The origins of the crisis were manifold, combining weakly supported US dollar pegs in Southeast Asia and Korea with the rapid expansion of competitive Chinese exports. Chinese competitiveness was supported at the time by its new (since 1994) US dollar peg and a depreciating underlying real exchange rate due to rapid Chinese reserve accumulation (Tyers, Bu, and Bain 2008). (2) An immediate trigger was a real depreciation of the yen relative to the US dollar, which was associated with a policy switch from monetary contraction to expansion in Japan as it struggled to deal with the banking crisis that underlay its first decade of stagnation (Horiuchi 1998; Tyers 2012). The considerable effect of this switch on the value of the yen, illustrated in Figure 2, proved important in Southeast Asia because Thailand and Indonesia, in particular, had received extensive foreign direct investment (FDI) from Japan since the 1980s. This was investment of the outsourcing type, which saw both countries depending increasingly on exports to Japan rather than to the US, notwithstanding their US dollar pegs. The strength of Indonesia's dependence on exports to Japan is evident from the export shares also shown in Figure 2. Further evidence of this can be seen from Figure 3, which, despite the beginnings of a depreciating trend against the US dollar, shows a sharp appreciation of the Indonesian rupiah against the yen just prior to the AFC.
Despite the immediate negative shock emanating from Japan, and the associated drop in exports destined for Japan illustrated in Figure 4, redirection to such destinations as China ensured that there was no significant net export demand shock. Instead, the Japanese depreciation and its effect on the terms of trade directed attention to fundamental problems with the Thai and Indonesian de facto US dollar pegs, undermining the confidence of domestic and foreign investors.
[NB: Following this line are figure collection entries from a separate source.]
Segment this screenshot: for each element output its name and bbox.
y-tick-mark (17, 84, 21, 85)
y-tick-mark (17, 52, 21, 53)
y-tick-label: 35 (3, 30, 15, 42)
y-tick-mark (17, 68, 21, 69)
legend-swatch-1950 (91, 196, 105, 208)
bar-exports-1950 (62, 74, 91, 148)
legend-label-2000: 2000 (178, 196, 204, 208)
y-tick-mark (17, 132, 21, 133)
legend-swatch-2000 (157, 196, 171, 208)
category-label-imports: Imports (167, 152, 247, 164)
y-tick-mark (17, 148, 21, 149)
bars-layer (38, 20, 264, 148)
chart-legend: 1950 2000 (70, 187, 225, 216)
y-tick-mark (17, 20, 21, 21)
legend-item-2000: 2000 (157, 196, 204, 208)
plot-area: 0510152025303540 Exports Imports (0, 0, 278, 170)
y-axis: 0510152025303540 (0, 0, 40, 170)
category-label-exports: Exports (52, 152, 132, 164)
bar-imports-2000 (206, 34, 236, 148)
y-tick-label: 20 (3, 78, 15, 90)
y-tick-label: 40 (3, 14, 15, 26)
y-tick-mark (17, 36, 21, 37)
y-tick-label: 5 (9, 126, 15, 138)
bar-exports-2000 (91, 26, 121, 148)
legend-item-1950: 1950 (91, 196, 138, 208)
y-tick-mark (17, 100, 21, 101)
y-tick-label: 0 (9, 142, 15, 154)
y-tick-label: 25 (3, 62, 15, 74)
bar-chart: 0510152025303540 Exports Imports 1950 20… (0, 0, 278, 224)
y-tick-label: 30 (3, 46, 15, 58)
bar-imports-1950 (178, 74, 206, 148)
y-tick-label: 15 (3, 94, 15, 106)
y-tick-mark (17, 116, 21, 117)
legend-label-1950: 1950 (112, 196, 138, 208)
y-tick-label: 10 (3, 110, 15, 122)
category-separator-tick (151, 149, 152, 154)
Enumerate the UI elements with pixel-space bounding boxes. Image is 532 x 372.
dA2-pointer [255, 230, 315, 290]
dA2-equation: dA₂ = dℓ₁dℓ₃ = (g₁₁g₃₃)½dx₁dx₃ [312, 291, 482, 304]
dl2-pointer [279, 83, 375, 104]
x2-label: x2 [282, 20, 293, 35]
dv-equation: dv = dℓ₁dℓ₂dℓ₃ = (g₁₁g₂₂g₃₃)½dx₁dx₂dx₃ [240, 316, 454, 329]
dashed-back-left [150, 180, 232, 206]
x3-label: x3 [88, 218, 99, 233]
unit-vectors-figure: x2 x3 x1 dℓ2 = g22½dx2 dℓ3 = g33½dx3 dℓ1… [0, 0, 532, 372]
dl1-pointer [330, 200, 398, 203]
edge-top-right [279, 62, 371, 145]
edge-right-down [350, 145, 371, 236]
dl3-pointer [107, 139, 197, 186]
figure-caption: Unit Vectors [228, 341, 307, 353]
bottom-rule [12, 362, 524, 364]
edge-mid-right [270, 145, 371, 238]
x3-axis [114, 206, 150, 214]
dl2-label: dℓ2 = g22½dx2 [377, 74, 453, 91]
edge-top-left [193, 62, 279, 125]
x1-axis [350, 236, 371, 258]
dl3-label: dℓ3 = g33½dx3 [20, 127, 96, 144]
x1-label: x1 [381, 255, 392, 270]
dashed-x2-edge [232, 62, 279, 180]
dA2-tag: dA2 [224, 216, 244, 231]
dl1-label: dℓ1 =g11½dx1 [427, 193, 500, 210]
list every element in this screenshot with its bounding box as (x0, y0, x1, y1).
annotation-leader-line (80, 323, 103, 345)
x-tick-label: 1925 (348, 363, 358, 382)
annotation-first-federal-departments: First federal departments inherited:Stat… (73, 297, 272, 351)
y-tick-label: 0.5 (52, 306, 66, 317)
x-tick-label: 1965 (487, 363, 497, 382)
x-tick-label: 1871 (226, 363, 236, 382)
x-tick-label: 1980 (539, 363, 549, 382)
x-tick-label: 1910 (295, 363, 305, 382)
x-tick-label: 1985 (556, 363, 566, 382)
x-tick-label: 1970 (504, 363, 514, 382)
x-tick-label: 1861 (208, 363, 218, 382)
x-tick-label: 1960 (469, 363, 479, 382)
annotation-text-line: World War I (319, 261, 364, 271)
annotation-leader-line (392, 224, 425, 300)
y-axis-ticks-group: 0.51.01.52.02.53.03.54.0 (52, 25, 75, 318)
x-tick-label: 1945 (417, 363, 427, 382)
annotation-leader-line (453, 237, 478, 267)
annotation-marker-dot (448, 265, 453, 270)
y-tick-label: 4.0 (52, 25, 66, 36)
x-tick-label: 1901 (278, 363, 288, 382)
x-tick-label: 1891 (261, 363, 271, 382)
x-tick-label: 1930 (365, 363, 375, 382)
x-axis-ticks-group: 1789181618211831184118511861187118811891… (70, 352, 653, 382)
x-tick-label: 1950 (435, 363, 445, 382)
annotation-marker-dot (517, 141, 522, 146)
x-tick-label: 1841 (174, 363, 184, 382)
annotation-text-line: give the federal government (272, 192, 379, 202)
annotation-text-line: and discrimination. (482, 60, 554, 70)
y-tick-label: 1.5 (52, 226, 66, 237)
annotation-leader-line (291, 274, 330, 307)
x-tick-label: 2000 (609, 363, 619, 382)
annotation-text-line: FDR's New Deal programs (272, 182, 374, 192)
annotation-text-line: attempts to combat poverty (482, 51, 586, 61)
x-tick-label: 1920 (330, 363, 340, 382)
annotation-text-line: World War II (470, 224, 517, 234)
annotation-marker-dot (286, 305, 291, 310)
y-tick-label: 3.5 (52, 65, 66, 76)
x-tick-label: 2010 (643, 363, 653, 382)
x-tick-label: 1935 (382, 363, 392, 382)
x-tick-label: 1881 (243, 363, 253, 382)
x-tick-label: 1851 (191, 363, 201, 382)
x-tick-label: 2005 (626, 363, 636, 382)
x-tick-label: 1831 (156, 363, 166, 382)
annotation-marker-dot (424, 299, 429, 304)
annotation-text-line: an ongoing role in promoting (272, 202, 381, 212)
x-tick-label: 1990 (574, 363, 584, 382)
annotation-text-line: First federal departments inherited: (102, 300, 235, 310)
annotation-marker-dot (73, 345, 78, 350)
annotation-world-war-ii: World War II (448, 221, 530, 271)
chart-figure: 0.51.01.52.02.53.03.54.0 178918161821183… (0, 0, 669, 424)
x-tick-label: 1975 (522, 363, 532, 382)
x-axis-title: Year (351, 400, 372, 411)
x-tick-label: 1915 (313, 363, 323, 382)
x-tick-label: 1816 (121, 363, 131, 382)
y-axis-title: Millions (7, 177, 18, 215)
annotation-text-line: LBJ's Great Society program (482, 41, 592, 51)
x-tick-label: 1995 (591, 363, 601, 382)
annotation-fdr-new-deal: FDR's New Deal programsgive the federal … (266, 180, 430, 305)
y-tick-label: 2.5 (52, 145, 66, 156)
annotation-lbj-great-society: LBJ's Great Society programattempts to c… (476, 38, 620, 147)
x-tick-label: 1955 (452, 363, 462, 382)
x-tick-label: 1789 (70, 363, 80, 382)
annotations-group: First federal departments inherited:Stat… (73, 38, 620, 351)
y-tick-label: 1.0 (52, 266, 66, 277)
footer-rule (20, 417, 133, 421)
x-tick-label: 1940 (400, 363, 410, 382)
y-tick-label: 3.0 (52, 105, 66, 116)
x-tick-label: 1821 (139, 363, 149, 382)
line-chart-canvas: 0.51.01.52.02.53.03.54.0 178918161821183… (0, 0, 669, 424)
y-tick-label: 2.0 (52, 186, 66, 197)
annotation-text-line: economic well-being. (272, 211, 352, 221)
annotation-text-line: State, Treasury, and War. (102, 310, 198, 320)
Financial collapse began in Thailand and spread quickly to Indonesia, taking the form of an increase in the risk premium on Indonesian asset returns, precipitating a capital flight that developed into a run on the Indonesian currency, widespread insolvency in the manufacturing and financial sectors, followed by shut-downs and the sequestration of manufacturing capital.
Indonesia's particularly deep crisis could be seen as rooted in a combination of external and internal problems. As for other affected countries, these included adherence to Indonesia's de facto US dollar peg. Financial yields inside the Indonesian economy were higher than those abroad, due primarily to regime risks perceived externally, as indicated in Figure 5. Yet, the exchange rate peg created moral hazard, which led Indonesian investors to borrow abroad at lower rates (Corsetti 1999). The volume of this debt eventually proved too large for the central bank to protect with the foreign reserves available. A complicating factor was the rise in short-term foreign currency debt, which was mostly unhedged and characterized by "double mismatch" (maturity and currency). These issues sat alongside particular weaknesses in Indonesia's commercial banking sector at the time. It carried high levels of non-performing loans, along with short-term debt denominated in domestic and international currencies. (3)
The composition of Indonesia's foreign liabilities is suggested by the investment flows on its balance of payments illustrated in Figure 6. Portfolio flows are clearly more volatile than FDI and, during the AFC and the GFC, there were considerable net outflows. (4) Yet, the level of gross external debt, relative to national income, which rose unprecedentedly during the AFC, has been stable at half its pre-AFC level since then, as indicated in Figure 7. While the preponderance of portfolio liabilities did make a financial retreat easier, we see this as arising out of the moral hazard and the structural problems that inhibited Indonesia's attractiveness as an investment destination at the time.